Wednesday, February 4, 2009

I buy Girls Scout cookies from Girl Scouts!

Because they're made from real Girl Scouts!

The title sums it up. I buy Girl Scout cookies from Girl Scouts. I don't buy them from their parents peddling their daughter's products at work. Do people really coddle their kids this much these days? Or are kids just too damn lazy to go out and peddle themselves?


This all started last week, when a mysterious piece of paper showed up in the office. A piece of paper that was a sign up for girl scout cookies. Sign your name, what you want, and the cookies will be brought in to work in March. Wah-lah! I scoffed at the mere existence of such a list. "How impersonal!" I said to myself. If this parent was trying to sell their kid's cookies, they weren't doing a very good job at it. At least have the cajones to ask me in person.

Well eventually they did ask me in person, and my response was a polite "No, thank you." What I should have said was "Why on God's green earth would I buy a GIRL SCOUT cookie from what is clearly, a non Girl Scout?!"

Now, I actually like this person very much, and she has on many occasions asked me to buy stuff to support her endeavors, which I have been perfectly ok with. But selling your kid's cookies for them? Nah-ah. I won’t support that.

I like it when I go to Wal-mart, or the grocery store, and a troop of scouts has a table set up outside stacked with cookies (I like instant gratification). As I make my way into the store, a girl asks if I'd like to buy a box. 100% of the time, I will say yes, and fork over my hard earned 20 bucks to support the Girl Scouts of America (then I will pig out on frozen thin mints for a week).

So are the kids at fault here? Do they ask Mommy and Daddy to see if they can sell cookies at work? More than likely, yes. I have been there, selling fundraiser stuff. And I do distinctly remember asking if my Mom could sell some stuff at work. So call me a hypocrite. I actually think I grew up and formed an opinion, but whatever. Kids want to be the best, they see an opportunity in their parent's workplace. But where'd they get that idea from? My guess is the Girl Scouts of America.

Picture it: You are a Girl Scout. You just joined. You are excited to sell some cookies. You sit down with your scout masters (whatever they are called), and they lay out the plan for you to sell cookies. They offer suggestions to help sell them, tips and advice. And among the many ideas they have to sell the cookies and make money is to give a form to your parents and get them to sell some at work. Obviously I am not, nor have ever been a girl scout, but you don't need a degree in Rocket Surgery to know they push the kids and the parents into selling them at work.

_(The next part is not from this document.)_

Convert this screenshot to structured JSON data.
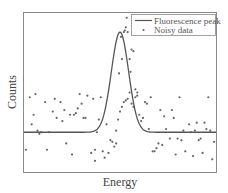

So what do you know? It's the association itself creating this tomfoolery. The girls are blameless, they're children, they just want to sell the most so they can take that canoe trip or whatever. It is the parents and the organization that should know better.

My point is that the cookies are meant to be sold by children, to support a children's organization. I understand you want to help your kids, and get them that prize for selling the most cookies. It is a natural thing to want to do that, but this is something I will mark the line on very clearly:

Girls in the girl scouts, sell Girl Scout cookies. Period.

That being said, I can't wait to get my hand on some boxes, they are soooooo good.